With a motorbike mishap in France, Roger Scruton discovered a lesser-known white wine
I first came to understand the rottenness of British industry in 1966, when I was in the habit of travelling the French countryside on a 500cc AJS motorbike, my only possession. Everywhere I went, this machine was caressed by admiring hands and eyes, and there was not a gars du village who wouldn't have exchanged his mother for its like.
But no British motorcycles were on sale in that wide-open market, no manufacturer had opened an office or taken out an advert, and not a spare part was to be had anywhere. When the front tyre split near Libourne in the Dordogne, I was forced to leave the bike in a garage, and return to England for a tyre.
Having been told that there were no trains until the morning, I settled with my sleeping bag under a tree. In the neighbouring field, in the last rays of the sun, a farmer was working, and he came across to inquire what I was up to. My story must have touched him, for he came back an hour later carrying bread, pâté and a bottle of wine: Entre-Deux-Mers, he explained, from his neighbour's newly rescued vineyard, and he swore it was the equal of any white wine in the world, now that the vines had been replanted.
The partiality of the true patriot always persuades me, and I eagerly set out to confirm the judgement. On that calm summer night outside the village of Vayres, with the Dordogne River glinting in the distance and a heart full of gratitude, I was easily converted to this wine, which I had known previously only as the cheapest white in the Jesus College buttery.
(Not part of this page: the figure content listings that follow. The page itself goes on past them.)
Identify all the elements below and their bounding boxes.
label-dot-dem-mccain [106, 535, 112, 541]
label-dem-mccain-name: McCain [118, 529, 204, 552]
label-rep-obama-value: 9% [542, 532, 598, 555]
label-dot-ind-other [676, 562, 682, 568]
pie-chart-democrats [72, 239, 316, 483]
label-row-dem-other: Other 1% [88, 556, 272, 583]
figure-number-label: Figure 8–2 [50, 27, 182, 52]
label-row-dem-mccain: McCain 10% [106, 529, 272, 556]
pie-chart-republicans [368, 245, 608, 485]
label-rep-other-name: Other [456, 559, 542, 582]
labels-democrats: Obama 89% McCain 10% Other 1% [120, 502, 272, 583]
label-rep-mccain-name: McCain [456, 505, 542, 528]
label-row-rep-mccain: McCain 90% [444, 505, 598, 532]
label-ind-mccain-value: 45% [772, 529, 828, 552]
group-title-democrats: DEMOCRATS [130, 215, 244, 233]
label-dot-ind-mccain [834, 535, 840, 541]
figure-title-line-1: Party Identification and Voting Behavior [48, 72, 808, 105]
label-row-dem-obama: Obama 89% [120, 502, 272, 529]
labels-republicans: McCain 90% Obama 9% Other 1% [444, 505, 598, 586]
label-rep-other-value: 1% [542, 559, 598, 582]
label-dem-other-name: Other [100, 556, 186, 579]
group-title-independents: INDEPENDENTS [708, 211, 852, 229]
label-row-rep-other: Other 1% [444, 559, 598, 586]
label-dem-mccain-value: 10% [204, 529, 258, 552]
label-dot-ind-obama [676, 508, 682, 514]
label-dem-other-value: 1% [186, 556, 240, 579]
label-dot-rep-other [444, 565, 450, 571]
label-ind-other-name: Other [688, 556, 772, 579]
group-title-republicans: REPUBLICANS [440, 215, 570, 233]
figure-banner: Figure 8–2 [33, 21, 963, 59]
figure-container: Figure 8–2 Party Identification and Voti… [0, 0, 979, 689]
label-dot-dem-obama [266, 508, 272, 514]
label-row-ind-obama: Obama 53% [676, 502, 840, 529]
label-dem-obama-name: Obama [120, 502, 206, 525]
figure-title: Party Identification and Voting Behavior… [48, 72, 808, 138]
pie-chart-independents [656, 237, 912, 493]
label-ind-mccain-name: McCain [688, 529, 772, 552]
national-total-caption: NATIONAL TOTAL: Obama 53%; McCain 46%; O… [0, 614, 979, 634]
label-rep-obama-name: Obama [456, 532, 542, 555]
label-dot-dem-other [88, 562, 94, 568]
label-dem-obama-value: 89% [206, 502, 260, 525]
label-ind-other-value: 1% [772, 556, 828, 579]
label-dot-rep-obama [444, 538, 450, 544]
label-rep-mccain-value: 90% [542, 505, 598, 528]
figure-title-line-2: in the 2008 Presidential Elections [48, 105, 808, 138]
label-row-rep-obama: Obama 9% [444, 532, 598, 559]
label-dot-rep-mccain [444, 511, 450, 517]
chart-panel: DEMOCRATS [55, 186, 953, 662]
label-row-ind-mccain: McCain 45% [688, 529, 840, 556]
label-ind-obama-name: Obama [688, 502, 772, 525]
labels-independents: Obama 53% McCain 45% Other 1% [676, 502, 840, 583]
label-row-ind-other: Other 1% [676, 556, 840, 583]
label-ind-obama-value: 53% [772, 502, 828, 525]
What I did not know, however, was that Vayres is not a white-wine village at all, but the centre of a district that has been known since the 19th century for its reds, and was allowed its own appellation in 1931. Not to be confused with the more famous Graves on the left bank of the Garonne, Graves de Vayres produces full, flavoursome wines, rich in minerals from the gravelly soil that is acknowledged in its name. The Château Belair 2001 on offer from Corney & Barrow is an excellent example of the appellation. This Cabernet-based wine is full of character, with bright minerals shining through its canopy of fruit, and a hint of iron and leather, like the wine in which Sancho Panza detected the taint of a bunch of keys. Five years in the bottle have smoothed away the rough edges without destroying its robust peasant virtues.
Impossible to confuse with the velvety wines of Graves proper, it is made for big, rough dinners, such as the leftover bits of pork from our farmers' party. These, mixed with slimy beans and perked up with pepper, went roaring down the tube ahead of this cheerful potion, just as I had roared through the vineyards that produced it all those years ago.